Skipper’s Alley – The Oul Fip
Self Released – Out Now
I have to admit that, although previously featured on Folk Radio, I am a tad late to this particular party, but Skipper’s Alley was worth it. Their album The Oul Fip was released in digital format back in November of last year and the CD and vinyl versions in February. However, it is a delight whatever the delay.
Part of the ever-changing Dublin folk scene, Skipper’s Alley take the old, the traditional, and move it on to suit the current and by turn, the times ahead. One of the things that attract me to Irish folk music is the very clear link between the past, the present and the future, and, along the way, playing around with a few things, tweaking here, altering there. Not so much a case of showing what can be done now, more a case of taking the tradition and making the song or the tune your own.
The band consists of five musicians, four of whom play the whistle in addition to other instruments. Consequently, the tin whistle features often and sometimes the challenge seems to be to rein them in, though gladly the restraint adds to the musical tension. Sometimes, as in Walking in the Dew, the whistles – including a double Bb whistle taped together with some blue tack over the holes – provide a bright contrast to the intense, slow lament. In contrast, in Ryan’s Rant, they add to the complete sound picture, flitting around above the flute.
Repetition is important in many folk tunes; the regular recurrence of words and notes makes for easy oral learning. And repetition also hooks the listener and gives them the time and space to become part of the rhythm. Nellie, Your Favour I’m Afraid I’ll Not Gain, one of many splendid titles on this album uses the short repeats of the tune to build the tension, the anticipation, before eventually resolving into the second tune, Mountain Lark.
Some songs travel around a bit, and here we have The Farmer’s Curst Wife, a version of The Devil and the Ploughman that crops up all over the place. Reaped from Seamus Ennis with a touch of one or two others, it features the banjo and the fiddle giving the nod to Appalachia. Madam, I’m A Darling! Also crops up in many guises across the UK though this version is taken from Frank Harte, the traditional Irish singer and song collector.
Within these rich and varied interpretations, shafts of light represent the freer, more liberal aspects of change within the world of Irish music, the thing that the Dublin scene seems to engender, allowing new things and different things to come together in many and varied ways. You get the idea with Rolling in the Barrel, an old reel that has been slowed down to the point where at times it becomes a march, redolent of the sort of tune associated with medieval soldiery, but equally at home in post-anthemic rock. In a similar vein, the polka Tralee Gaol becomes a march on purpose, though more in time signature than tempo as keeping pace at that speed would be a bit wearing. The third track to suggest that more is at play here than just moving forward is Ryan’s Rant that starts off as one might expect a reel to be, then as the tune builds the flute and the whistles turn into demons.
All in all, a great album – a great collection of tunes, not limited in style or type, and full of invention, excitement and tradition. It will be interesting to see where Skipper’s Alley take us next. Excellent.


→ Assignment
Starting at the line that contains "Locate an element", reproduce only the lines through the end of the data, exactly, including both the first and the last; skip the pictures.

Start of Records to process

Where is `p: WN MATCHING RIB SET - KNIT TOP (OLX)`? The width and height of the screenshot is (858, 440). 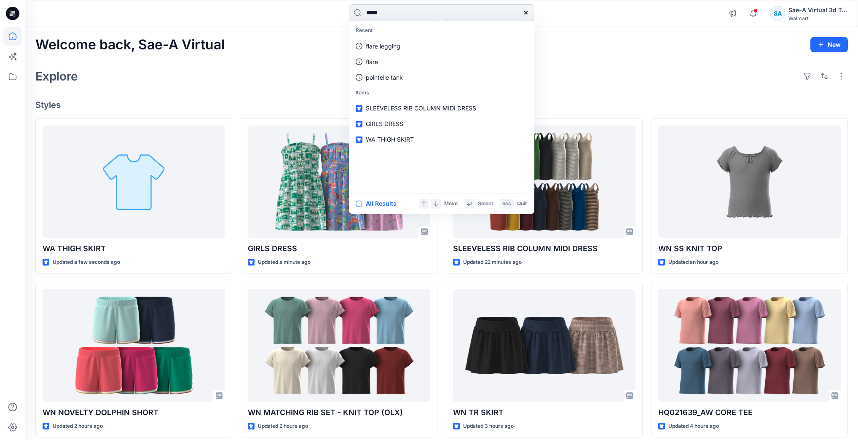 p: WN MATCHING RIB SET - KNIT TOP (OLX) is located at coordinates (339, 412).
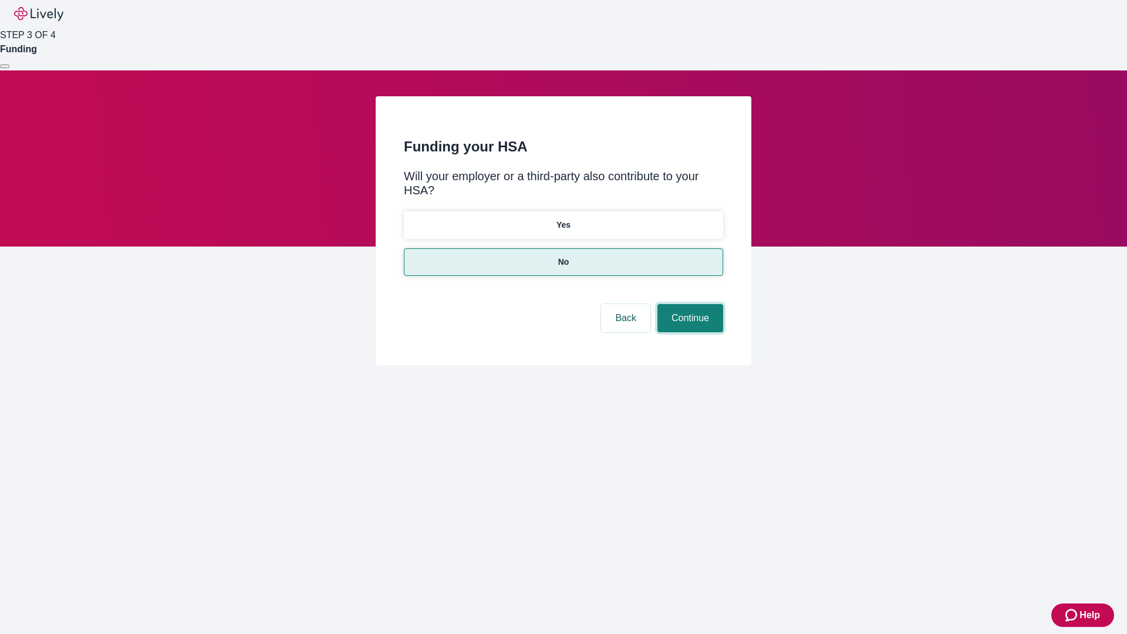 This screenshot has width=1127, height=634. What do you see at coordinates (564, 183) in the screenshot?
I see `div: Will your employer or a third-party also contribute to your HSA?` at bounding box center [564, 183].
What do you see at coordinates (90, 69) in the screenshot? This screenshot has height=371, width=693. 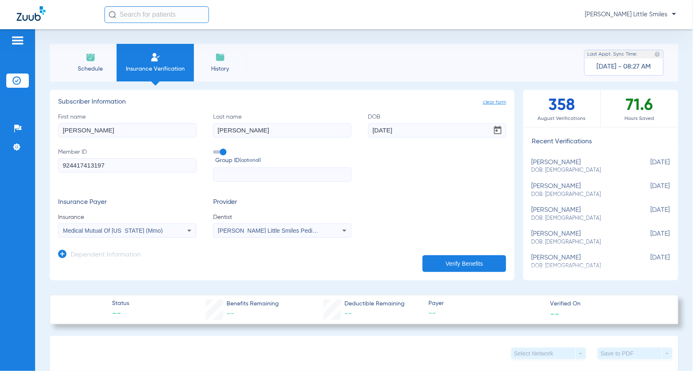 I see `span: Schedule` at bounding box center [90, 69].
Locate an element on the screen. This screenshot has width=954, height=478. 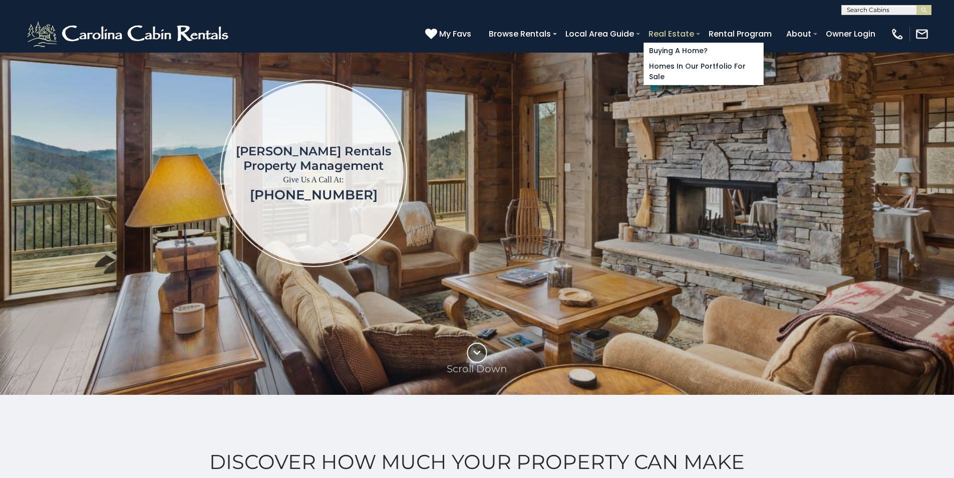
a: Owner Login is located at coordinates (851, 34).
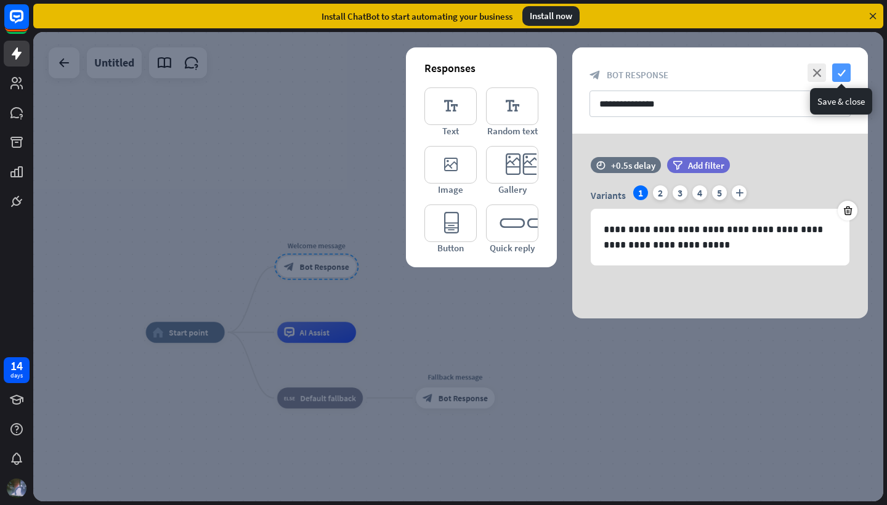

End of Records to process

→ Answer space
Locate an element on the screen. This screenshot has width=954, height=478. 
a: Owner Login is located at coordinates (851, 34).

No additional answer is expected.